28.03.2024

China is going to sell half the world’s electric cars by borrowing policies from California

Ninety seven million new vehicles were sold globally last year. Only about 2% of them were electric. Yet things are changing fast. The world last year saw a 50% annual growth rate in electric vehicle (EV) sales. In 2018, EV sales should near 1.6 million.

As EV manufacturing costs fall below those of conventional vehicles, a milestone expected in 2030, each year should set a new record in sales numbers, according to Bloomberg New Energy Finance (BNEF).

EV sales may grow faster in China than anywhere else thanks largely to a new set of government incentives and policies borrowed from California. The country already accounts for about half of the global EV market, a share BNEF expects China will maintain even as the global market for EV explodes. By 2025, BNEF predicts 19% of all passenger vehicle sales in China will be electric, compared to 14% in Europe and 11% in the US.

The credit for China’s predicted success goes in part to California’s Zero Emission Vehicle (ZEV) program, which, although managed by a California government agency, includes nine other states as well. Under ZEV, automakers must generate credits by selling EVs, or buy them from competitors that do.

The exact number is set for each manufacturer based on the number of cars it sells in each state. Each EV is assigned a certain number of credits based on its battery range and energy efficiency. That’s been a boon to electric carmakers like Tesla which can earn billions of dollars selling credits to fossil-fuel powered rivals uninterested in selling or unable to sell enough EVs.

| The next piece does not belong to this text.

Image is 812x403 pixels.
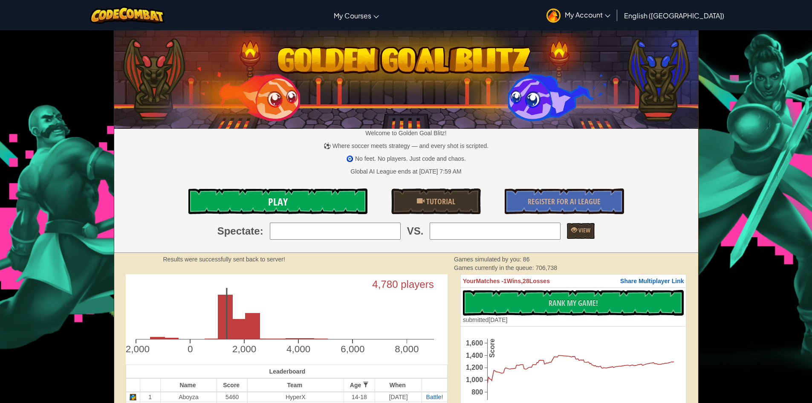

China’s huge EV targets (pdf) are even more of a challenge to meet given that average car buyers in the country are far less affluent than those in the US and in Europe. That’s one reason that, beginning next year, China will be implementing a program designed on California’s ZEV. To date, China has a national subsidies program to make EVs cheaper, but that will be ended in favor of what it’s calling the New Energy Vehicle credit system (pdf). Like California’s ZEV, this system assigns a credit value to each zero-emission vehicles (fuel cell and other alternative fuels are included in the program), based on range and efficiency, while requiring manufacturers to generate or trade for those credits.

This new policy should enable regulators in China to react with more flexibility to the market than they could with a one-size-fits-all subsidy program, by ramping up demand for credits over time and forcing the steady growth of EVs in the country. “This is the single most important piece of EV policy globally and is shaping automakers’ electrification plans”, writes BNEF.